The first Quakers I met lived in a small mining village in Yorkshire in the north of England. They were a family who were enthusiastic about different churches working together. At that time, the mid 1970s, I lived in a small religious community and worked as a teacher in a local Catholic school. I remember being attracted to Quaker faith and practice at the time but felt that to leave Catholicism and my religious order was too great a leap.
I was brought up as a Catholic in my home city of Bradford, also in Yorkshire. At the age of nineteen, in 1966, I joined a Catholic religious order called the Sisters of Christ. The sisters ran schools in England and I became a teacher.
It was a very exciting time to be a Catholic and a nun. In the 1960s there was a Council of the Church, the Second Vatican Council, which revitalised many aspects of Catholic life, from liturgical change to deeper relations with other Christians and other faiths. Catholics in many countries became actively involved in issues of justice and peace. This appealed to me too and I was able to work with others on issues such as nuclear disarmament and inequality in society.
In 1993, after several happy years working as a school chaplain, again in Yorkshire, I became ill. In 1994 I moved to a community of our sisters in London and began working with homeless people. It was at this time that I heard about the Catholic Worker Movement.
Dorothy Day, whom Pope Francis has quoted many times in his recent visit to the USA, co founded the CW in 1933 in New York. Catholic Workers run Houses of Hospitality for vulnerable people and actively work for peace, sometimes using nonviolent direct action to highlight the injustice of the military industrial complex. Most CW communities are in the USA but there are CWs in Britain, Holland, Germany, New Zealand and Australia. With the support of my religious order I was able to spend two years living and working with CW communities in Los Angeles, Washington D.C and New York. During this time I learnt a great deal about Dorothy Day and the CW Movement. I also met other peace activists, especially those acting from Christian conviction. In 2001 I was arrested for the first time outside the White House on Holy Saturday.
On my return to England I joined the CW community in Oxford. This was again with the support of the Sisters of Christ and I shall always be grateful for their encouragement. However, it became apparent to me and to my superiors that this work of hospitality and resistance to war was where God wanted me to be. After three years of discernment it was decided that I should leave the Sisters in order to carry on this work. The Sisters loved the work of hospitality but were uneasy about the direct action, especially as I have been arrested several times since 2004 when I came to Oxford. I officially left the Sisters of Christ in 2009, with sadness but with the blessing of my superiors. I still keep in contact with the sisters.
As soon as I came to Oxford in 2004 I met Quakers. Oxford has a large active Meeting and many of the people I met on demonstrations against war and nuclear weapons were Quakers. I began to deepen my knowledge of the Society of Friends by attending Meeting for Worship and reading Quaker literature. I realised that the non hierarchical nature of the Society, the mystery in the silence at Meeting and the Testimonies answered a great longing in me for a simpler way of following Jesus and putting his Gospel teaching into practice. For a few years there was certainly a tension in me for I was, after all, part of the Catholic Worker Movement. Again I set out on a journey of discernment with the help of two guides, a Catholic and a Quaker. I also did a silent retreat. For a while I attended both Mass and Meeting for Worship on Sunday but found this cumbersome and confusing. I decided to focus on Meeting for Worship and see where God would lead.
In 2012 I went to Afghanistan on a peace delegation with three other women from Voices for Creative Nonviolence UK. I had already been attending Meeting for two years and was deeply moved by the support I received from Oxford Quakers as I prepared for this visit. I decided on my return to apply for membership and have now been a member for over two years.
Until June of this year I continued to work at the Catholic Worker house of hospitality for refugees in Oxford. Becoming a Quaker has made no difference to my commitment to hospitality and resistance, indeed it has strengthened it. For practical reasons the house had to close in June so at the time of writing this I am disowning the best way to go forward in the remaining years of my life as a Quaker and a peace activist.
Last year I visited Perm in Russia as part of the exchanges between Oxford and Perm who are twin cities. On my return I attended a conference at Woodbrooke, the Quaker Study Centre in Britain, about Quakers in Russia where I met Natasha and Sergei from Friends’ House Moscow. In September I met Natasha again in Moscow, on my way back from a second visit to Perm. This contact with Russian Quakers and other Friends worlwide who are similarly connected to FHM has added a new and most welcome aspect to my life as a Quaker.
As an elder I am involved in the life of the Meeting and am also part of the Oxford Friends Action on Poverty, as well as being a member of our group working to commemorate the beginning of conscientious objection in 1916. To close the circle, the mother in the Quaker family I met forty years ago was the daughter of a noted British CO of the First World War, Corder Catchpool.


Across the records below, how many lines include the word "CORPS"? State only the number.

Items listed in a dataset
BEGIN

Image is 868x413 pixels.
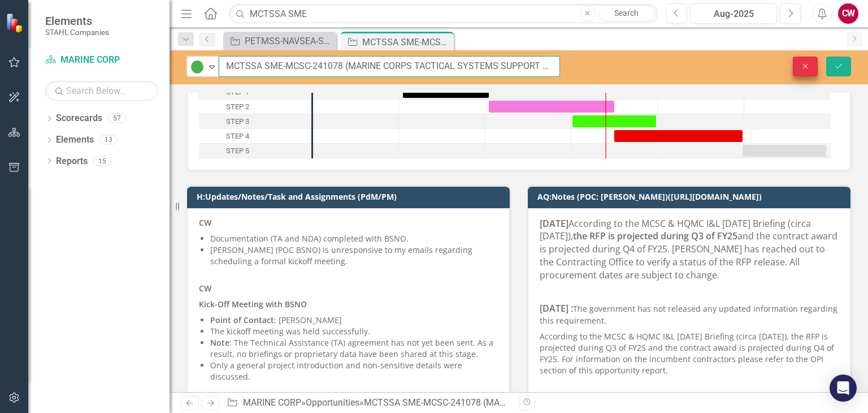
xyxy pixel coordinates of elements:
li: Documentation (TA and NDA) completed with BSNO. [210,233,498,244]
div: STEP 1 [226,85,249,100]
strong: CW [199,217,211,228]
button: Aug-2025 [690,3,777,24]
small: STAHL Companies [45,28,109,37]
div: STEP 2 [199,100,312,114]
div: Task: Start date: 2025-08-16 End date: 2025-09-30 [199,129,312,144]
img: ClearPoint Strategy [6,13,25,32]
a: MARINE CORP [243,397,301,408]
p: The government has not released any updated information regarding this requirement. [539,300,838,328]
div: Task: Start date: 2025-08-01 End date: 2025-08-31 [199,114,312,129]
div: STEP 1 [199,85,312,100]
div: STEP 4 [199,129,312,144]
strong: [DATE] : [539,302,573,314]
li: [PERSON_NAME] (POC BSNO) is unresponsive to my emails regarding scheduling a formal kickoff meeting. [210,244,498,267]
div: MCTSSA SME-MCSC-241078 (MARINE CORPS TACTICAL SYSTEMS SUPPORT ACTIVITY SUBJECT MATTER EXPERTS) [364,397,840,408]
div: Task: Start date: 2025-06-02 End date: 2025-07-02 [199,85,312,100]
div: » » [226,397,510,410]
a: MARINE CORP [45,54,158,67]
button: CW [838,3,859,24]
span: According to the MCSC & HQMC I&L [DATE] Briefing (circa [DATE]), and the contract award is projec... [539,217,837,281]
div: Task: Start date: 2025-07-02 End date: 2025-08-16 [199,100,312,114]
p: The kickoff meeting was held successfully. [210,326,498,337]
p: According to the MCSC & HQMC I&L [DATE] Briefing (circa [DATE]), the RFP is projected during Q3 o... [539,328,838,378]
h3: AQ:Notes (POC: [PERSON_NAME])([URL][DOMAIN_NAME]) [537,193,845,201]
div: Task: Start date: 2025-08-01 End date: 2025-08-31 [572,116,656,128]
input: Search ClearPoint... [229,4,657,24]
div: Open Intercom Messenger [830,374,857,402]
p: : [PERSON_NAME] [210,314,498,326]
a: Scorecards [56,112,102,125]
h3: H:Updates/Notes/Task and Assignments (PdM/PM) [197,193,504,201]
div: STEP 3 [199,114,312,129]
div: Task: Start date: 2025-07-02 End date: 2025-08-16 [489,100,614,112]
div: 13 [100,135,117,145]
div: STEP 5 [199,144,312,159]
input: Search Below... [45,81,158,100]
a: Opportunities [306,397,360,408]
div: Task: Start date: 2025-08-16 End date: 2025-09-30 [614,130,742,142]
div: Task: Start date: 2025-09-30 End date: 2025-10-30 [742,145,826,157]
div: STEP 2 [226,100,249,114]
strong: Point of Contact [210,314,274,325]
div: 15 [93,156,111,165]
p: : The Technical Assistance (TA) agreement has not yet been sent. As a result, no briefings or pro... [210,337,498,360]
a: Elements [56,133,94,147]
a: Reports [56,155,88,168]
strong: Kick-Off Meeting with BSNO [199,299,307,309]
div: PETMSS-NAVSEA-SEAPORT-247543: PROFESSIONAL ENGINEERING TECHNICAL AND MANAGEMENT SUPPORT SERVICES ... [245,34,333,48]
div: STEP 4 [226,129,249,144]
img: Active [191,60,204,73]
div: STEP 3 [226,114,249,129]
div: 57 [108,114,126,123]
span: Elements [45,14,109,28]
strong: the RFP is projected during Q3 of FY25 [573,230,737,242]
div: Task: Start date: 2025-09-30 End date: 2025-10-30 [199,144,312,159]
input: This field is required [219,56,560,77]
div: STEP 5 [226,144,249,159]
strong: CW [199,283,211,294]
a: PETMSS-NAVSEA-SEAPORT-247543: PROFESSIONAL ENGINEERING TECHNICAL AND MANAGEMENT SUPPORT SERVICES ... [226,34,333,48]
p: Only a general project introduction and non-sensitive details were discussed. [210,360,498,383]
div: Aug-2025 [694,8,773,21]
a: Search [599,6,655,21]
strong: [DATE] [539,217,568,230]
strong: Note [210,337,230,348]
div: MCTSSA SME-MCSC-241078 (MARINE CORPS TACTICAL SYSTEMS SUPPORT ACTIVITY SUBJECT MATTER EXPERTS) [362,35,451,49]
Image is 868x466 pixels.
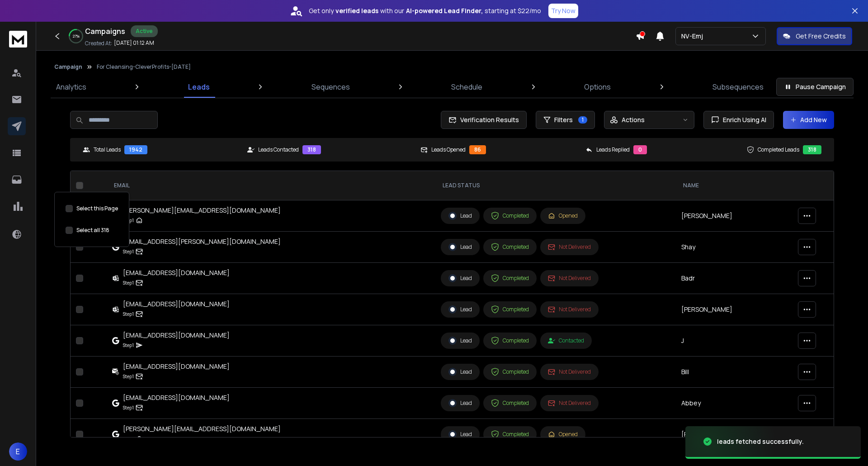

END

TASK RESULT
2